Huckabee: Romney should apologize for health plan

Friday, February 18, 2011, Vol. 35, No. 7

WASHINGTON (AP) — Former Arkansas Gov. Mike Huckabee said Wednesday that potential White House rival Mitt Romney should offer an apology for the health care overhaul he oversaw as Massachusetts governor.

"I think it's not a killer for him. But he has to say either 'I love it,' 'I hate it,' or, 'Hey I tried it, it didn't work and that's why I would say to you, let's not do it nationally,'" Huckabee said.

"He's got to figure out how he wants to deal with it. It's the 800-pound elephant in the room for him," said Huckabee, who is on tour to promote his latest book, "A Simple Government: Twelve Things We Really Need from Washington (and a Trillion That We Don't)."

Romney's health plan in Massachusetts has many similarities to the national overhaul that President Barack Obama championed, including requiring coverage and fines for those who do not have insurance. Conservatives who are likely to choose the Republicans' presidential nominee loathe Obama's plan and equate it to socialism, while Romney has said that his plan worked for Massachusetts but should not be applied from coast to coast.

In the paperback edition of his book "No Apology: Believe in America," Romney calls the Democrats' plan an unconstitutional power grab that took a one-size-fits-all approach that cannot work. He blames the Massachusetts legislature for altering his plan and the current Democratic governor, Deval Patrick, for poorly implementing it

During his 2008 campaign, Romney said he would have structured the plan differently but said the Massachusetts plan worked because everyone had health coverage.

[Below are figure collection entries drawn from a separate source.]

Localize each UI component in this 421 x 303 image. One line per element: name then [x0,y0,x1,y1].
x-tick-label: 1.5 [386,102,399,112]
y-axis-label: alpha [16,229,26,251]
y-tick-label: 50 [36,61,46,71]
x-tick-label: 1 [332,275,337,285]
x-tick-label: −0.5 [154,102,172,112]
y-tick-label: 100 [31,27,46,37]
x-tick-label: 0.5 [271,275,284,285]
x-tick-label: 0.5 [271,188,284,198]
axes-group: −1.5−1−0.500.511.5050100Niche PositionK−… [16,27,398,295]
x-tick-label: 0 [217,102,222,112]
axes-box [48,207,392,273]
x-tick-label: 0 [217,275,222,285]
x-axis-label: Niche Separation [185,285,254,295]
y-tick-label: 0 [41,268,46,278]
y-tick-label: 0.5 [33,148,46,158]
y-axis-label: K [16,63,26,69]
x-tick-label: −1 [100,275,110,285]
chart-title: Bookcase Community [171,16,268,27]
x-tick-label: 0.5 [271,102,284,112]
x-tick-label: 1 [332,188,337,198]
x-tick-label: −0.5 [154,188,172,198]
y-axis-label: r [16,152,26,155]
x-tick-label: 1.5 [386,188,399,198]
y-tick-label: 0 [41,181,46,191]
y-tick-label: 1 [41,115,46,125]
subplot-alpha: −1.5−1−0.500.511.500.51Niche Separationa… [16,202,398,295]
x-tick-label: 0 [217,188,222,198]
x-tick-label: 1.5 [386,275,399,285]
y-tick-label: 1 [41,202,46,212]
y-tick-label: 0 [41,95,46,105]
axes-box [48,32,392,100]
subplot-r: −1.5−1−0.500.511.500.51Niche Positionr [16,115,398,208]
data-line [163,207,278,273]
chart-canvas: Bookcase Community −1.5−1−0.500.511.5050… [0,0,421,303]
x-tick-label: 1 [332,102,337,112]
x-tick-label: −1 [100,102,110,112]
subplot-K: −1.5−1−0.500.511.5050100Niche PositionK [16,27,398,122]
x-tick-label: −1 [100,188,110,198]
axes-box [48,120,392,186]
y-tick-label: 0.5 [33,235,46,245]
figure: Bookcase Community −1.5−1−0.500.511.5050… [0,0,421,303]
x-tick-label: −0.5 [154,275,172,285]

Huckabee said the only explanation Romney should consider is a complete reversal.

"The position he should take is to say: 'Look, the reason Obamacare won't work is because we've tried it at the state level and we know it won't work,'" Huckabee said, offering an unsolicited script to his fellow former governor.

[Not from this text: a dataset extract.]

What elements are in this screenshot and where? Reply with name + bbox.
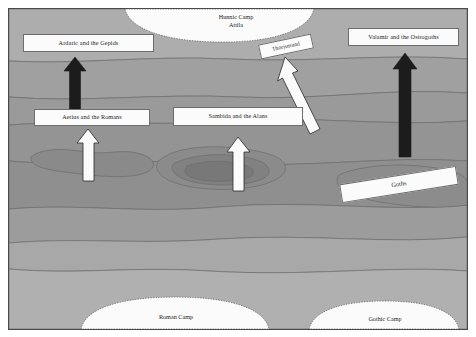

"'We gave it our best shot and I'm proud we tried it because — in a world where we all agreed something needed to be done — we thought this might be a way to fix the crisis we had in health care. Our experiment did not turn out as we had hoped. It cost more, waiting times were higher, quality of care went down, people were greatly dissatisfied and it ended up having almost the polar opposite effect of what was intended.'"

Huckabee, who is mulling a second White House run, is on a book tour that takes him through Washington and then Iowa and South Carolina, early nominating states. He said he has not yet made a choice whether to run again for president and said it will be months before he reaches a decision.

Romney, too, is weighing a second presidential bid. But questions about his health care overhaul dog him and his potential rivals have not shied from pointing out the similarities to Obama's efforts. Romney is not expected to make a decision to enter the race until after March.